Russian law enforcement officers detained 140 people at a Muslim prayer room in Moscow on Friday as part of a search for Islamist militants, Russian news agencies quoted Federal Security Service (FSB) officials as saying.
FSB and Federal Migration Service officers took the detainees, including more than 30 foreigners, to police stations near the site in southern Moscow, state-run RIA cited the FSB's Moscow branch as saying.
There was no indication of any link to the April 15 attack at the Boston Marathon, in which U.S. authorities believe two ethnic Chechen brothers with roots in Russia's North Caucasus set off bombs that killed three people and wounded 264.
President Vladimir Putin said in a television appearance on Thursday that the Boston bombings justified his tough line against militants in the North Caucasus and that Russia and the United States must step up cooperation against militants.
RIA reported that law enforcement authorities said some people who had been at the prayer room in the past had joined an Islamist insurgency in the North Caucasus.
But government critics say such raids are aimed largely at flushing out illegal migrants from the ex-Soviet republics of the South Caucasus and Central Asia, and to show that the authorities are taking action against Islamists.
RIA said the detainees were taken to police stations for identification and questioning, and there was no immediate word on whether any would be charged. State television showed men lining up and boarding a police bus after being detained.
About 300 people were detained in a similar sweep in St. Petersburg in February, and most were swiftly released.
The RIA report named one native of Chechnya it said had joined the insurgency after visiting the prayer room, and said he had been killed in October 2011. FSB and migration service officials declined immediate comment.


PROBLEM DESCRIPTION
Please print nothing but the lines from the one containing "Localize all elements." to the final line below, exactly, and no pictures.

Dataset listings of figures
________________________

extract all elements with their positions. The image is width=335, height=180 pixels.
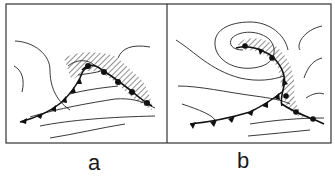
isobar [30,99,155,117]
weather-front-diagram [0,0,335,180]
panel-a [14,41,155,138]
precipitation-area-hatch [236,38,305,118]
isobar [70,86,118,94]
cold-front-triangles [190,93,280,129]
isobar [306,93,324,98]
isobar [182,104,215,120]
panel-label-a: a [88,150,100,176]
cold-front [190,92,282,124]
isobar [248,130,310,136]
isobar [299,26,322,50]
cold-front [20,68,88,122]
isobar [15,41,70,110]
cold-front-triangles [20,78,82,124]
panel-b [176,22,324,136]
isobar [118,46,150,58]
isobar [304,58,322,78]
isobar [40,116,155,126]
isobar [178,86,290,104]
isobar [14,66,23,92]
isobar [50,124,125,138]
panel-label-b: b [237,148,249,174]
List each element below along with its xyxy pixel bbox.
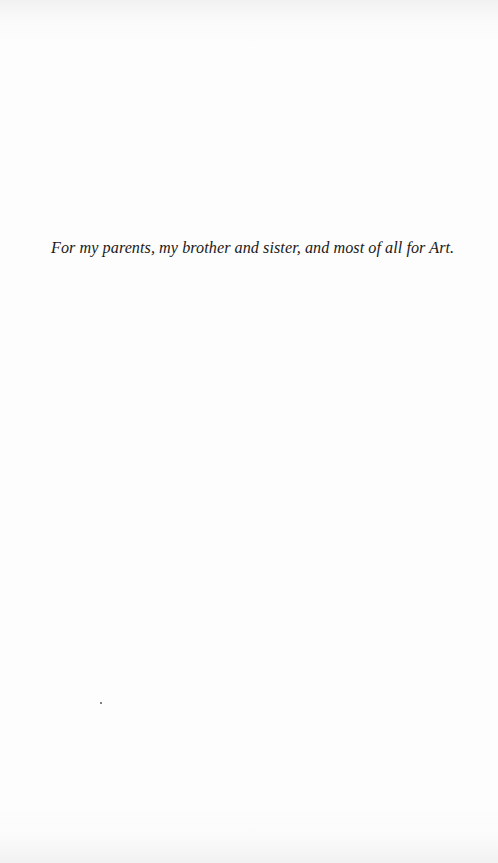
book-page: For my parents, my brother and sister, a…	[0, 0, 498, 863]
dedication-text: For my parents, my brother and sister, a…	[51, 238, 471, 258]
print-speck	[100, 702, 102, 704]
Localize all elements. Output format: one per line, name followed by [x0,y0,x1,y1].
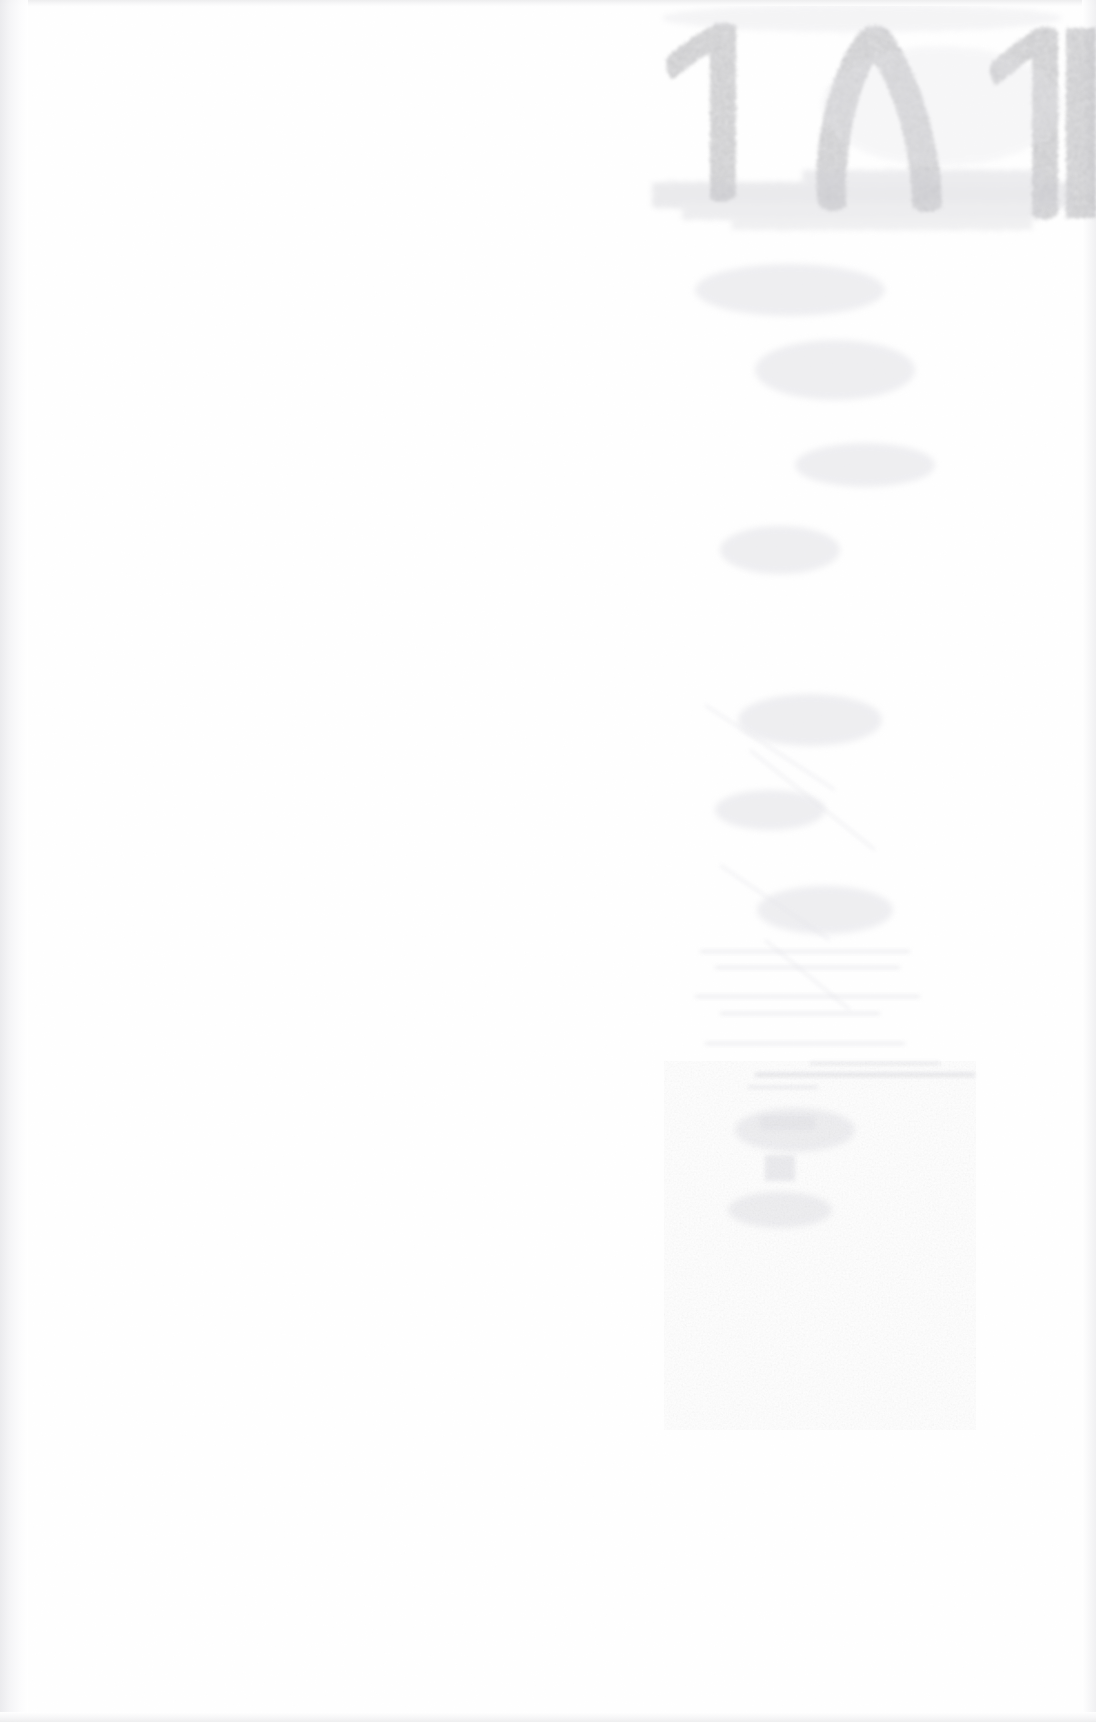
page-description: Blank scanned book page with faint ink s… [0,0,1,1]
paper-grain-texture [0,0,1096,1722]
showthrough-text-traces [660,250,1010,1430]
page-number-bleed-through [612,6,1096,246]
scan-edge-bottom [0,1712,1096,1722]
scan-edge-left [0,0,28,1722]
scan-edge-right [1082,0,1096,1722]
bleed-numeral-text: ۱۸۱ [0,0,1,1]
scanned-page: ۱۸۱ Blank scanned book page with faint i… [0,0,1096,1722]
scan-edge-top [0,0,1096,7]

________________________

RESULT OF THIS TASK
Localize all elements. Output format: one per line, name followed by [x0,y0,x1,y1].
page-description: Blank scanned book page with faint ink s… [0,0,1,1]
paper-grain-texture [0,0,1096,1722]
showthrough-text-traces [660,250,1010,1430]
page-number-bleed-through [612,6,1096,246]
scan-edge-bottom [0,1712,1096,1722]
scan-edge-left [0,0,28,1722]
scan-edge-right [1082,0,1096,1722]
bleed-numeral-text: ۱۸۱ [0,0,1,1]
scanned-page: ۱۸۱ Blank scanned book page with faint i… [0,0,1096,1722]
scan-edge-top [0,0,1096,7]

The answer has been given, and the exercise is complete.